California

Beyond the Haze

  • By
  • Lisa Margonelli,
  • New America Foundation
January 30, 2009 |

Even as my plane was landing in Jinan, the capital of China's heavily industrialized Shandong province, I could see cranes. By the time I got to the city center I'd counted 76 more construction cranes along the way. There were probably more, but in the city proper the smog was so thick I couldn't see any farther than the sidewalk. When I visited, just a few weeks before last summer's Olympic extravaganza kicked off, Shandong had just been named to the Chinese EPA's "green blacklist" for its terrible air quality.

Start-Up U

  • By
  • Lisa Margonelli,
  • New America Foundation
September 30, 2007 |

Venture capitalists are not known to haunt Sproul Plaza, with its drummers and dreamers, but last spring Silicon Valley’s financiers showed up in force. On March 21 they filed across the flagstones and into the Student Union auditorium to hear such scintillating discussions as “Carbon Regulation and the Impact on Innovation,” and “Energy Storage: Hydrogen, Batteries, and Beyond.” The draw was not the topics, but rather the 400 people sitting in the folding chairs.

Can the City Save the Farm?

  • By
  • Rick Wartzman,
  • New America Foundation
May 31, 2007 |

Even if you’re only the slightest bit familiar with California’s $30 billion-plus farm economy, you may have heard the lament: urban development is steamrolling the state’s agricultural belt. Every day, bountiful fields surrender to big-box stores, fast-food restaurants, and residential sprawl. More than 100,000 acres were paved over in the Central Valley alone in the 1990s, and experts estimate that nearly 1 million more could vanish within a generation. Today’s Country Mouse is tomorrow’s City Mouse (or, more likely, a critter skittering across a cookiecutter suburban subdivision).

The Power of Less

  • By
  • Lisa Margonelli,
  • New America Foundation
January 31, 2007 |

Early one November evening, 1973: Gasoline supplies have been cut by the month-old Arab Oil Embargo and people wait in long lines to buy gas. Inside Lawrence Berkeley National Laboratories, particle physicist Art Rosenfeld’s office is lit by 12 dazzling 60-watt fluorescent lights, which allows him to make a startling calculation.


Using the entries below, restate word for word only the lines from the one with "Direct me to bicycle wheel." to the final line, leaving the pictures out.

[Stored entries]
::::

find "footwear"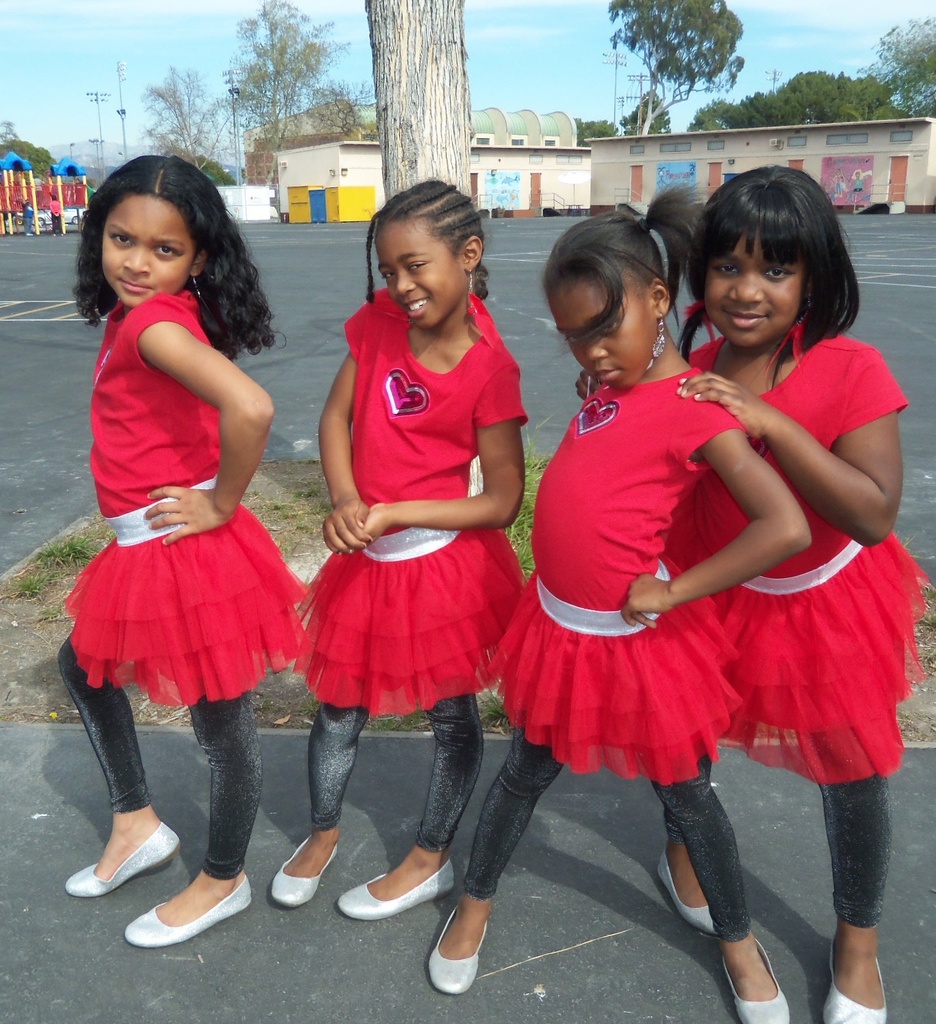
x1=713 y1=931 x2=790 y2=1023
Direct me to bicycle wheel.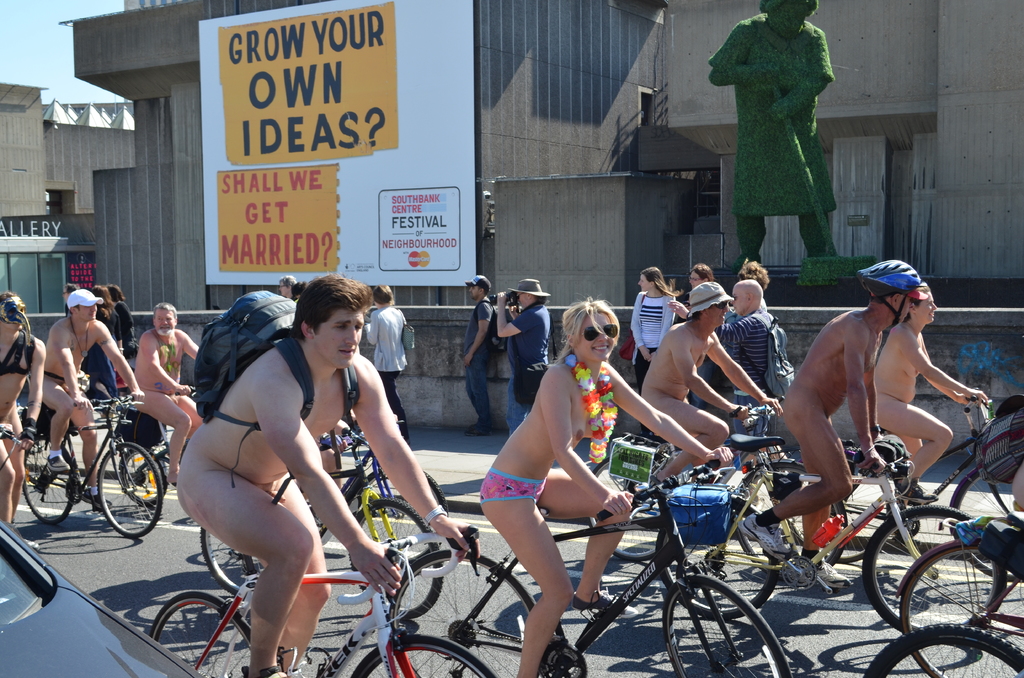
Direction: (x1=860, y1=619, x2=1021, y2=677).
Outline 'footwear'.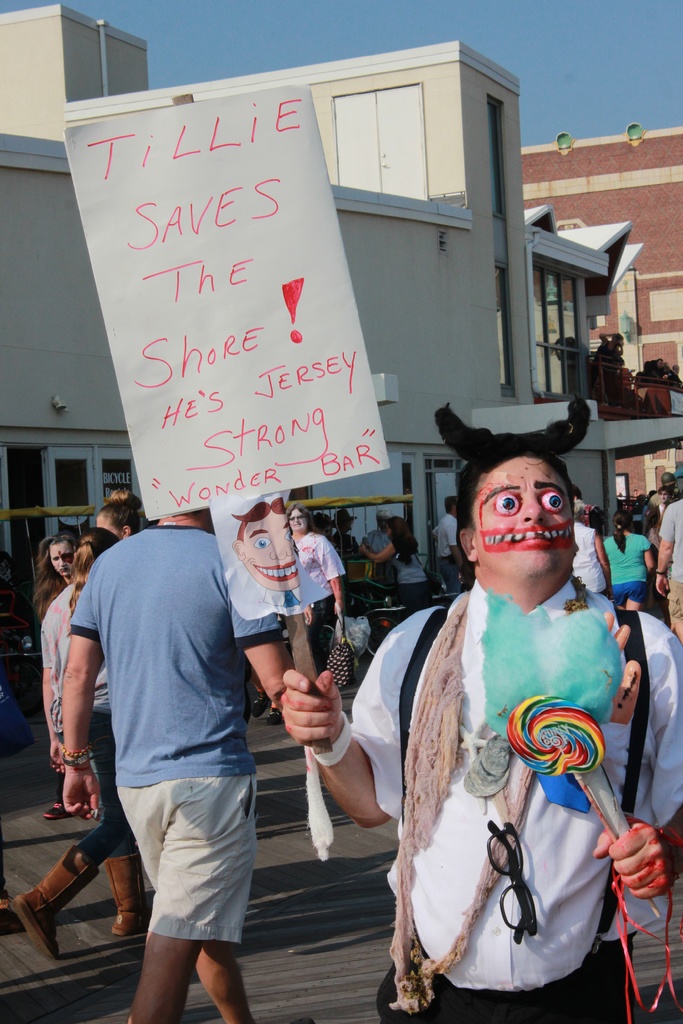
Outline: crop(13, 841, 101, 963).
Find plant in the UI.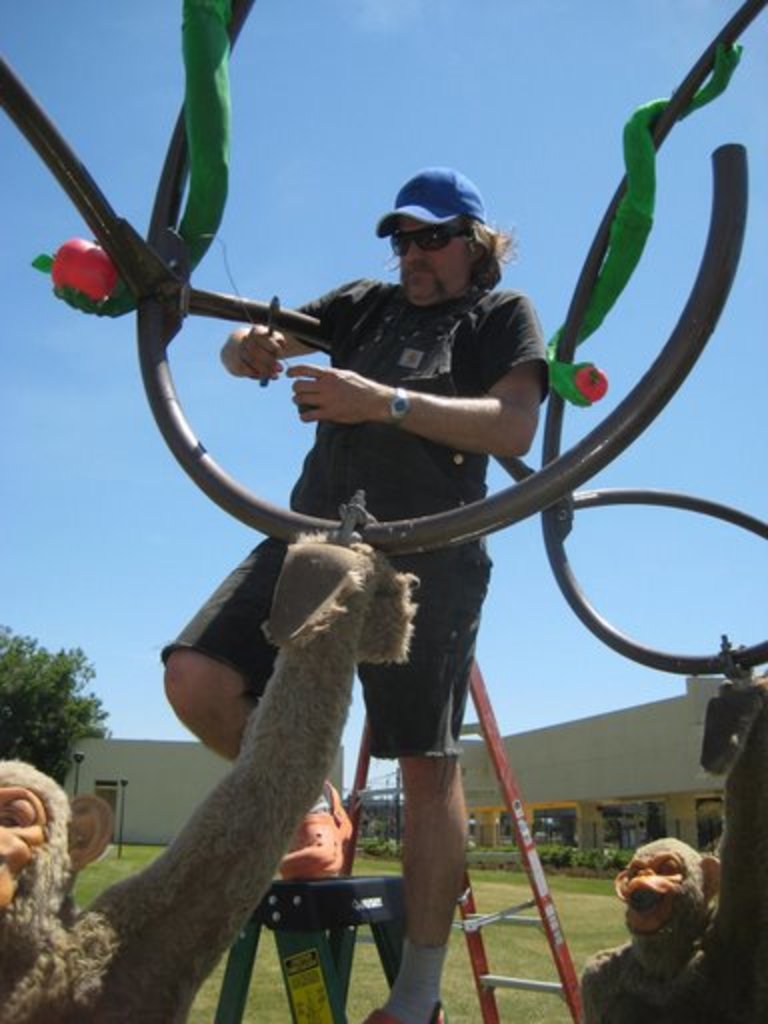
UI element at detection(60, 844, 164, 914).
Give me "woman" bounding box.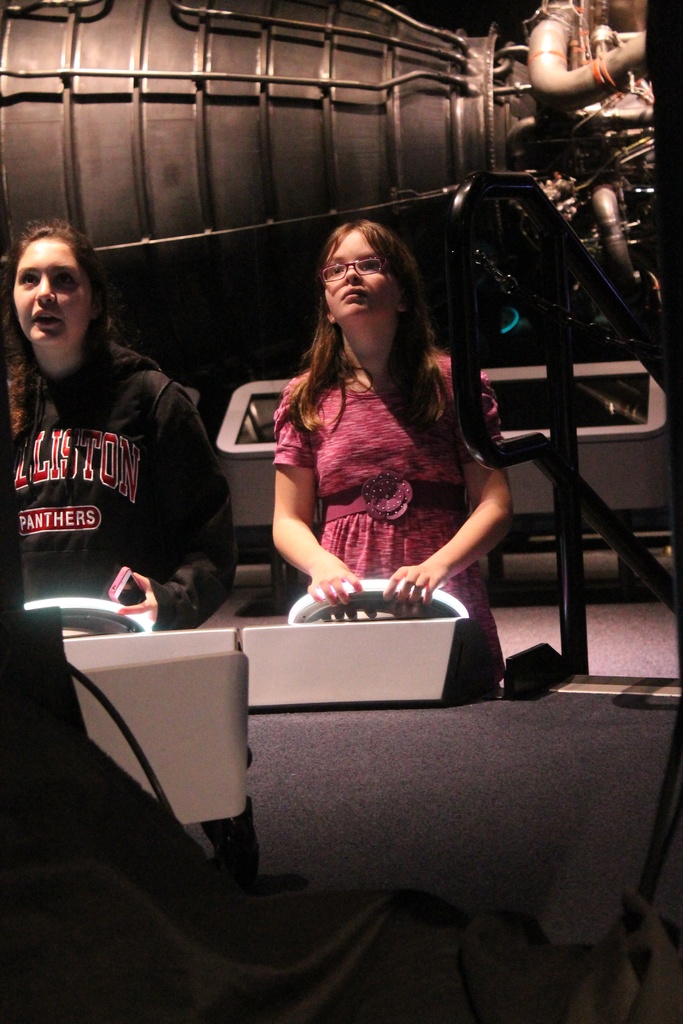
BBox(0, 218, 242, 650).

::::

#### [Solution below]
Direct me to bicycle wheel.
Direction: (x1=860, y1=619, x2=1021, y2=677).
Outline 'footwear'.
Outline: crop(13, 841, 101, 963).
Find plant in the UI.
UI element at detection(60, 844, 164, 914).
Give me "woman" bounding box.
BBox(0, 218, 242, 650).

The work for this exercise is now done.